Tintin lifted it. The hull slid open.
Captain Haddock opened it with trembling hands. It was Sir Francis’s final testament—not a treasure map, but a confession. The Unicorn had been carrying not plunder, but a treaty that would have ended a secret war between two kingdoms. The ship was sunk not by pirates, but by a traitor in the Royal Navy. The three parchments were a decoy to mislead the traitor’s descendants.
“Perhaps,” Tintin said, but his eyes were sharp. He pulled out a notebook. The same number—UN-7—was etched inside the cannon’s barrel. And again, on the underside of the stern gallery. Three times. Deliberate. The Adventures Of Tintin Secret Of The Unicorn Serial Number
Calculus adjusted his hearing aid, which promptly whistled. “UN? That’s not a standard prefix for any navy, Tintin. But… wait.” He shuffled to a shelf and pulled out a crumbling registry: Royal Shipwrights’ Ledgers, 1670-1695 .

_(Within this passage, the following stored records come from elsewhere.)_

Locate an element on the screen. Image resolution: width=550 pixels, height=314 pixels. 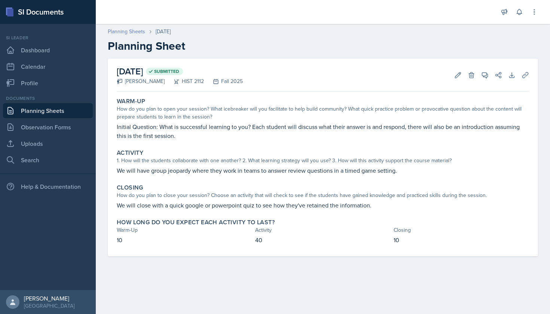
p: We will have group jeopardy where they work in teams to answer review questions in a timed game s... is located at coordinates (323, 171).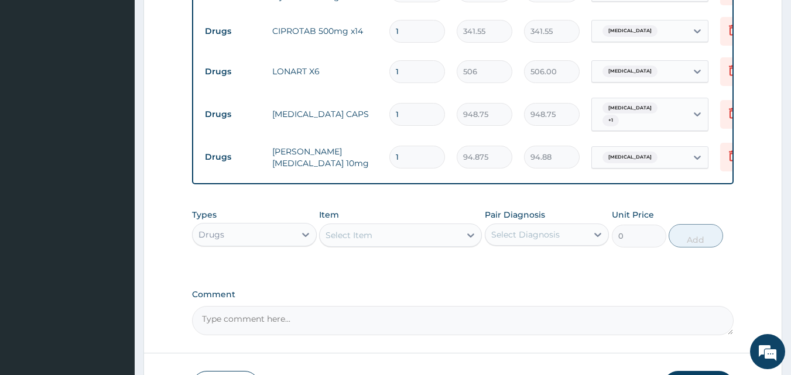 Image resolution: width=791 pixels, height=375 pixels. Describe the element at coordinates (610, 121) in the screenshot. I see `span: + 1` at that location.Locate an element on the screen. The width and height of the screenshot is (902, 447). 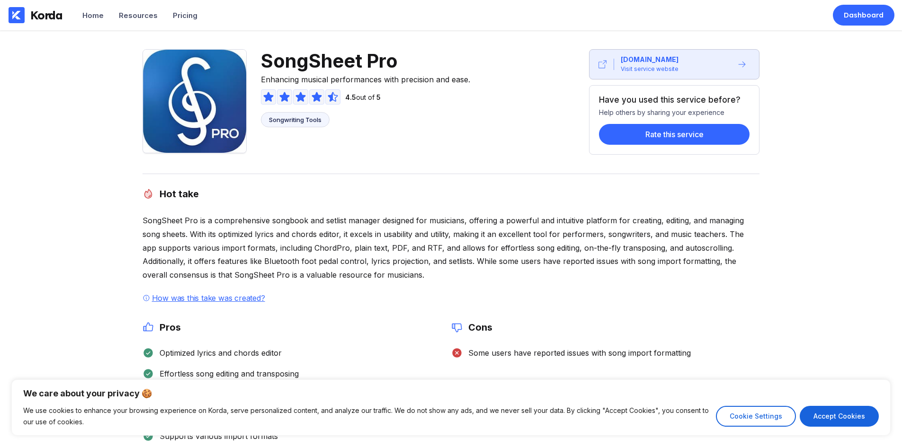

They crawled inside. The cave smelled of salt and ancient wood. And there, wedged into a stone cradle, was a final model—smaller, crude, made of driftwood. It had no sails, no cannons. Only a single serial number carved into its hull: .
“During Sir Francis’s time,” Calculus said, tapping a page, “the crown allowed private shipyards to use a code. ‘U’ stood for ‘Unicorn-class’—a fast frigate with a shallow draught. And the number…” He pushed his spectacles up. “The number was not the hull number. It was the chart number .” Tintin’s heart raced
Inside was a sliver of silk. On it, in Sir Francis’s own hand: The seventh Unicorn sleeps where the tide writes its name twice a day. UN-7: follow the old pilgrim’s path from the drowned church at low tide. The rock that weeps iron is the door.
Tintin carefully removed the stern section. Inside the cavity where the rudder chain ran, he found not parchment, but a tiny brass cylinder, sealed with wax. He cracked it open.
Haddock squinted. “That? Just a builder’s mark. UN-7. Probably the toymaker’s batch number.” Captain Haddock opened it with trembling hands
Tintin smiled, closing the folio. “Sometimes, Captain, that’s the only treasure worth finding.”
The dusty air of Moulinsart Library smelled of old vellum and forgotten centuries. Tintin, his magnifying glass in hand, was not examining the grand tapestry or the carved oak beams. He was hunched over the model ship—the Unicorn —which sat on a felt cloth, its masts now splintered from the scuffle with the Bird Brothers.
They didn’t need the full map anymore. They had the serial number—UN-7—which told them exactly which Unicorn : not the ship, but the location. The wreck of Sir Francis’s Unicorn had been found by divers decades ago, stripped of its gold. But no one had ever searched for the seventh Unicorn —a sea cave, accessible only at low tide, marked by an iron-rich rock that bled red rust when wet. That evening, with Snowy barking at the gulls, Tintin and Captain Haddock stood in the cold Atlantic spray. The tide was out. The drowned church was a skeleton of black stones. And there, just as the silk said, was a rock streaked with ochre.
“Blistering barnacles!” Haddock bellowed. “The drowned church! That’s off the coast of Cornwall—St. Piran’s Old Chapel, swallowed by the sea three hundred years ago!”